When markets are optimistic and exuberant, we should be cautious and
ask why. When theyre pessimistic, we should see long-term investing
opportunity. At all times, follow a written plan for discipline to help
through the tough times. Sir John Templeton, a founder of modern investing,
believes the real buying opportunities are at the time of maximum pessimism
when blood is in the streets.
- Asset allocation
is a diversification strategy that works. It cant offer a guarantee
against short-term market losses, but it is an effective investment
risk management tool. Sector concentration, no matter how attractive
the sector may appear, is speculation.
- Theres no
opportunity for return without risk. If you dont see the risk...keep
looking. Its there. Once you find it and understand it, it may
be acceptable. But until you identify the risks, theyre unacceptable.
- Most dollars flow
into highperforming investments after the performance has occurred.

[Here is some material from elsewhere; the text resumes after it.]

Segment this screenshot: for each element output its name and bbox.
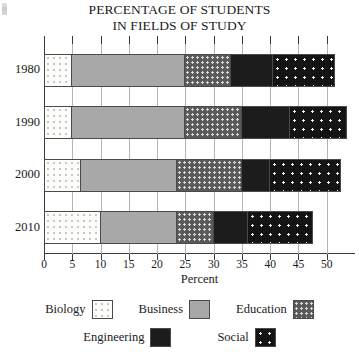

The single most abused tactic is for investors to chase last years
performance. Disciplined investors avoid this mistake.
- Market indexes
can tell a very distorted story. The success or failure of your investment
plan shouldnt be measured against any single index, only whether
it meets your long-term goals over a full market cycle.
- A well-balanced
portfolio should be diversified among the major asset classes. Cash.
Fixed income. Large and small companies. Growth and value. Domestic
and international. The only guarantee is that some of these areas periodically
disappoint. But you never know which ones or when. Your plan will succeed
only if you stick with it and remain diversified.
- Years of high returns
can be reversed by one bad year. Thats why you shouldnt
use short-term criteria to judge long-term results. Consistency is more
important than an occasional home run.
- The traditional
rules of investing are still true. While they can be adjusted to fit
changing economic environments, never abandon the core principles of
diversification, sound values, patience, sound planning and maintaining
a longterm perspective.
- Raw information
isnt knowledge. The financial mediaTV, radio, newspapers,
magazines, the Internetsurvives on stimulating emotion, rather
than discipline and sound planning.
- Market timing
doesnt work. Moving in and out of markets based on anticipation
is speculationnot investing.
Reviewing these 12
principles should reaffirm your basic investment planning process and
strengthen your resolve to remember and apply these lessons in the future.
K. Kenneth Wu,
MBA, ChFC is aregistered representative
and investment advisor of Lincoln Financial AdvisorsCorp.